Jiwoo had never taken any of his exes here, never really had the urge to integrate anyone else into all the parts of his life like this, or to share in joy just for the sake of it. With Seojoon, it's the first time he's ever felt like offering up every piece of himself to someone, trusting that they would want to hold each one.









Jiwoo probably should've seen it coming. Seojoon had been asking Jiwoo to teach him how to make pasta for weeks, practically every waking moment until Jiwoo made the time to show him how to make carbonara. Seojoon was normally an attentive student, but he even took notes this time, asking questions like, "So you salt the dough and the pasta water?" and "Why do you combine the flour and the egg like that?"

"It's just carbonara," Jiwoo said, whisking his egg and cheese mixture. "It's pretty easy."

"But I want to make it right," Seojoon insisted.

So really, Jiwoo should've known to expect that, on the evening of his birthday, Seojoon would present to him a bowl of carbonara.

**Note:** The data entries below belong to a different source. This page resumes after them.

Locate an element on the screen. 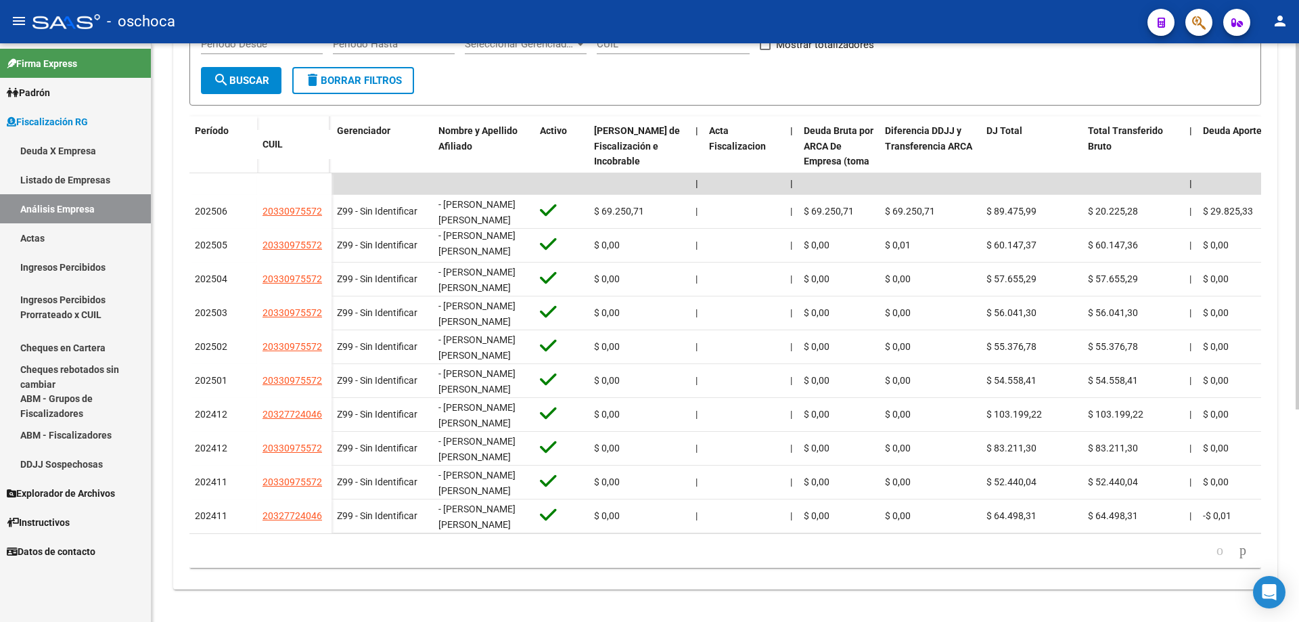  span: 20327724046 is located at coordinates (292, 414).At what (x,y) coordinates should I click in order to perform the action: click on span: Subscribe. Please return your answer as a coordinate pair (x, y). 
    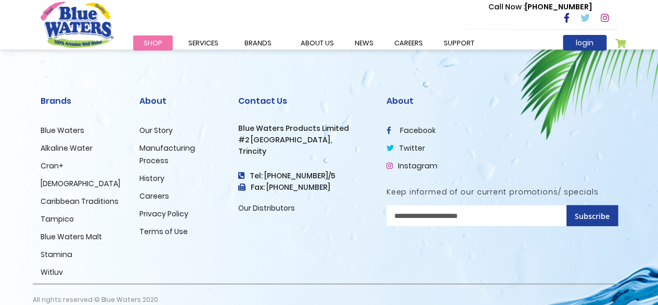
    Looking at the image, I should click on (592, 216).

And yet—"Are you surprised?"

"Yeah," Jiwoo says. There's a lump forming in his throat. Birthdays had never been a big deal in his family and he'd spent the last few either working or alone. He didn't like to be the center of attention and he hated the way receiving gifts only made him feel indebted. He'd told Seojoon all this months ago, before they even started dating, and Seojoon had replied, playfully sarcastic, over familiar in a way that Jiwoo felt he hadn't earned, Is there anything you do like?, but clearly he'd been listening. Just the two of them and a simple gesture of kindness. "No seaweed soup?"

Seojoon fidgets with the ties of his apron. "Well, I wanted to make something you like but if—"

"No, I was kidding," Jiwoo says, catching Seojoon's fingers and intertwining them with his own. Seojoon squeezes his hand. "It looks really good, hyung. Thank you."

The carbonara isn't perfect. The sauce is lumpy and the dough had clearly been too dry, but still. It's the best meal Jiwoo's had in a long time.

Jiwoo looks across Seojoon, watching as a few strands of pasta slide off his fork a moment before he tries to eat them. His mouth remains open, then turns downward into a pout, and Jiwoo laughs. Seojoon catches his eye. "What?"

"I love you," Jiwoo says. It bubbles up through his chest to his throat before he even thinks about it, as though the words had been on the tip of his tongue without him realizing. His face goes warm, but it's not with self-consciousness.

Seojoon's hand hovers with his fork at his mouth as he blinks, like he's making sure that he didn't mishear. Then he smiles, cheeks dimpling, and Jiwoo is even more sure that he meant what he just said. "I love you too," Seojoon says.